Blanche can end the legal standoff immediately by settling and accepting a court-ordered consent decree, but he has not taken that step.
Blanche has an obvious, fast option on the table: settle the case and accept a court-ordered consent decree. That choice would close the dispute through a legal, enforceable agreement rather than leaving the matter to a long, expensive fight. So far, he hasn’t done so, which keeps the conflict open and everyone guessing about motives and consequences.
A consent decree is more than a handshake; it is a judge-backed order that fixes specific obligations and gives the court power to enforce them. For parties who want clarity and finality, it is a tool that brings predictability and oversight without the uncertainty of a full trial. From a practical standpoint, it limits future litigation and can save legal fees and public resources that pile up the longer a case drags on.
Refusing to settle carries clear downsides. Litigation can stretch for years, siphoning money and attention away from other priorities while multiple appeals and motions churn through the system. That delay also creates uncertainty for third parties and stakeholders who need a definitive resolution to plan around, whether businesses, employees, or taxpayers who may face indirect costs from prolonged legal battles.
There are, of course, reasons someone might avoid a consent decree even when it would end a fight quickly. Settling can be seen as admitting liability or weakness, and that stigma matters in political and legal theater. Some actors prefer to keep fighting for principle or reputation, betting that a courtroom victory will vindicate their stance in the long run rather than settling under court supervision.
Still, the choice to stand pat invites questions about priorities and accountability. If the goal is efficiency and rule-following, stepping into a court-ordered consent decree demonstrates a willingness to accept clear terms and external oversight. From a Republican viewpoint, that is consistent with respect for the rule of law and practical stewardship of public resources rather than drawn-out theater that wastes time and money.
What a consent decree would look like depends on the issues at stake, but the core advantage is enforceability. Judges can monitor compliance, impose penalties for breaches, and close the matter without endless appeals over narrow procedural disputes. That structure gives all sides a path off the battlefield and a court mechanism to make sure promises are kept.
Keeping the case alive by avoiding settlement has predictable side effects beyond cost. It prolongs uncertainty, drains staff time and legal budgets, and keeps the controversy in public view, which can erode trust over time. If the aim is to protect reputation or to win on principle, the trade-off is time and attention that could otherwise be directed toward governance, policy, or private-sector priorities.
At this point, the decision rests with Blanche, and the consequences of inaction are clear and tangible. Accepting a court-ordered consent decree would resolve the matter under judicial authority and move everyone forward; declining it keeps the dispute unresolved and exposes all parties to continued expense and distraction. The legal mechanics are straightforward, but the political and personal calculations are what have kept the case open instead of closed.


**What you are asked to do:**
Copy every line from the records below that carries the word "axis".

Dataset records
==============================

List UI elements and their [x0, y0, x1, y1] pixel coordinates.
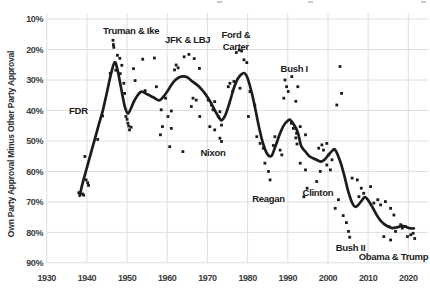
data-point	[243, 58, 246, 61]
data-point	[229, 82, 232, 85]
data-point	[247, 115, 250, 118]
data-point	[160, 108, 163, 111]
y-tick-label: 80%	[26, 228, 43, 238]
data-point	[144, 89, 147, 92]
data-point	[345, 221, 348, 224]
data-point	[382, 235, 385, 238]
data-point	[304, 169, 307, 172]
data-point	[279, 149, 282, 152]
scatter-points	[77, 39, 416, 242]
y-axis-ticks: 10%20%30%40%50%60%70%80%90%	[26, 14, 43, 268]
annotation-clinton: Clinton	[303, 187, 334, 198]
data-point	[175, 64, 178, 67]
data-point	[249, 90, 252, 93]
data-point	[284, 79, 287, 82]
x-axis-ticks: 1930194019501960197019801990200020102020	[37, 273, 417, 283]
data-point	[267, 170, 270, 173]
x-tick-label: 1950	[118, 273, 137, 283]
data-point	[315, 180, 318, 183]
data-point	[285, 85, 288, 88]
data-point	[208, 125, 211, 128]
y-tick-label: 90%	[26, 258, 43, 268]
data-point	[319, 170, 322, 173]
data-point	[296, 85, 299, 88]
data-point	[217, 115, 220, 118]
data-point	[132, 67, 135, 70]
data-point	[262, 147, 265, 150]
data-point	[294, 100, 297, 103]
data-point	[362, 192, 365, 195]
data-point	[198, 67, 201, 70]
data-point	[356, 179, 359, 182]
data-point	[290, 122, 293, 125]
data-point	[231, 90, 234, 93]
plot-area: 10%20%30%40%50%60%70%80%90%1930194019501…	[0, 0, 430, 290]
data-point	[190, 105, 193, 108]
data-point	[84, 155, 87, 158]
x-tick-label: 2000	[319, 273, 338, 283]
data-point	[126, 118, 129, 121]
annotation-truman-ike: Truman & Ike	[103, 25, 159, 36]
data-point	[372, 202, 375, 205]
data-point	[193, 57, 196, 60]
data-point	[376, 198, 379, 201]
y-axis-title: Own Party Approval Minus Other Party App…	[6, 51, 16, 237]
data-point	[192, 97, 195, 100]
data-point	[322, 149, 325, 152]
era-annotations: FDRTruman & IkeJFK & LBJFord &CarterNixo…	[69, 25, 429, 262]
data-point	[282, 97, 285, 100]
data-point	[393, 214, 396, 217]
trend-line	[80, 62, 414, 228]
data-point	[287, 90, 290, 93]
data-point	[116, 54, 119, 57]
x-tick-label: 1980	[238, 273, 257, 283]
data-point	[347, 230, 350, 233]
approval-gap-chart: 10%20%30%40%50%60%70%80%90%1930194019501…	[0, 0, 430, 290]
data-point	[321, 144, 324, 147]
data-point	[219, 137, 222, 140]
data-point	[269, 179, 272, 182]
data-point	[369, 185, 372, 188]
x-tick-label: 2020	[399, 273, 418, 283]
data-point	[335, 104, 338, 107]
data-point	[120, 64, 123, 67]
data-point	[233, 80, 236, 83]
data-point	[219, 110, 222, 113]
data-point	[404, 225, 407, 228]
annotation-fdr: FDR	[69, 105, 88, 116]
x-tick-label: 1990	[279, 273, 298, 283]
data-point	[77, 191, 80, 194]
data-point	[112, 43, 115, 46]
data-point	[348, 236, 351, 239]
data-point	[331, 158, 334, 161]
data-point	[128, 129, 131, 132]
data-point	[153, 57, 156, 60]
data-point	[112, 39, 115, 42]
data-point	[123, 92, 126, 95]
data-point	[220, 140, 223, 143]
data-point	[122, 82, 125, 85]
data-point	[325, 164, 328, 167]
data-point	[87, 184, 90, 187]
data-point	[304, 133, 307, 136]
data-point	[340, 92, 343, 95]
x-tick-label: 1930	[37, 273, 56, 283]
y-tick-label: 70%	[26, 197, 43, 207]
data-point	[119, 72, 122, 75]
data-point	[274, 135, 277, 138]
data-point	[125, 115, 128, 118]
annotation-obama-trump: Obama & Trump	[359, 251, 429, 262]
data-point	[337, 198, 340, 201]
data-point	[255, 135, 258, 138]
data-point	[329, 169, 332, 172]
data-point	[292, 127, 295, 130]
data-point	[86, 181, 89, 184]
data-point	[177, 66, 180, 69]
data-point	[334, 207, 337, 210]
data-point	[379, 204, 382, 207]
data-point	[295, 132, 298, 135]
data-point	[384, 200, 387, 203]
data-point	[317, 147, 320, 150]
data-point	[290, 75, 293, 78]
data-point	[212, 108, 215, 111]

==============================

**Result:**
y-axis-ticks: 10%20%30%40%50%60%70%80%90%	[26, 14, 43, 268]
x-axis-ticks: 1930194019501960197019801990200020102020	[37, 273, 417, 283]
y-axis-title: Own Party Approval Minus Other Party App…	[6, 51, 16, 237]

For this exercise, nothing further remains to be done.